About 3D Trace Mapping
Three-dimensional trace mappings provide ways to analyze data over multiple measurement sweeps. This is done by storing trace data from multiple measurement sweeps and providing a way of viewing them together in order to make certain characteristics of a signal apparent that would not otherwise be apparent by looking at a single trace or a sequence of single traces one after the other.
There are three available types 3D mappings, as follows:
- Spectrogram - shows a running history of traces from each measurement sweep with magnitude mapped to color
- Digital Persistence - shows a set of traces drawn on top of each other with the age of a trace mapped to color intensity
- Cumulative History - shows all traces since measurement restart. Color for each point on the display indicates how often the point was part of a trace line.

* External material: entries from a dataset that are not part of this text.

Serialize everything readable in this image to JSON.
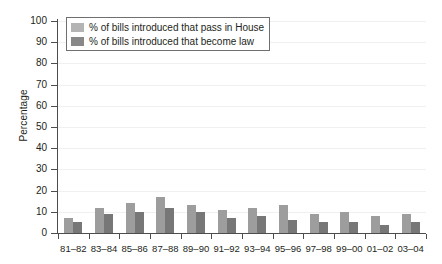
{
  "chart_data": {
    "type": "bar",
    "title": "",
    "xlabel": "",
    "ylabel": "Percentage",
    "ylim": [
      0,
      100
    ],
    "yticks": [
      0,
      10,
      20,
      30,
      40,
      50,
      60,
      70,
      80,
      90,
      100
    ],
    "grid": true,
    "legend_position": "top-left",
    "categories": [
      "81–82",
      "83–84",
      "85–86",
      "87–88",
      "89–90",
      "91–92",
      "93–94",
      "95–96",
      "97–98",
      "99–00",
      "01–02",
      "03–04"
    ],
    "series": [
      {
        "name": "% of bills introduced that pass in House",
        "color": "#9d9d9d",
        "values": [
          7,
          12,
          14,
          17,
          13,
          11,
          12,
          13,
          9,
          10,
          8,
          9
        ]
      },
      {
        "name": "% of bills introduced that become law",
        "color": "#777777",
        "values": [
          5,
          9,
          10,
          12,
          10,
          7,
          8,
          6,
          5,
          5,
          4,
          5
        ]
      }
    ]
  },
  "legend": {
    "items": [
      {
        "label": "% of bills introduced that pass in House"
      },
      {
        "label": "% of bills introduced that become law"
      }
    ]
  },
  "axes": {
    "y_title": "Percentage"
  }
}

The 3D mapping types are not three-dimensional in the sense of using two dimensions to produce the illusion of a three dimensional drawing. Instead the 3D mapping types show a two dimensional plot of the data and use color to represent the third dimension.
The following sections contain information that is pertinent to some or all 3D mapping types.
Actions that clear the display
The following actions clear the trace buffer and restart the 3D mapping display:
- Restarting a measurement
- Enabling or disabling averaging
- Selecting new measurement data
- Changing
any of the following:
- the average type
- number of points in the measurement data
- center frequency or span
- resolution bandwidth
- window type
- buffer depth of the spectrogram
- spectrogram height
- overlap percentage
Note that changing the Trace Format (coordinates), X Scale, or Y Scale does not clear the buffer.
Supported trace data
3D mapping displays support all trace data types except summary tables and symbol tables.
Time stamps
When 3D mapping is applied to a trace, each time the trace receives new information (trace scan) from a measurement sweep, the 3D mapping display is updated normally, except when the scan contains the same time stamp as the previous scan.
For Spectrogram, when a scan is received with the same time stamp as the last scan, the new scan replaces the old scan and the spectrogram does not scroll. For Digital Persistance and Cumulative History, scans with the same time stamp as the previous do not cause the display to update.
The following types of trace data have fixed time stamps:
- Data registers
- Math functions where the time stamp of leftmost data operand does not change each measurement sweep, even though the result of the math function may change with every measurement sweep.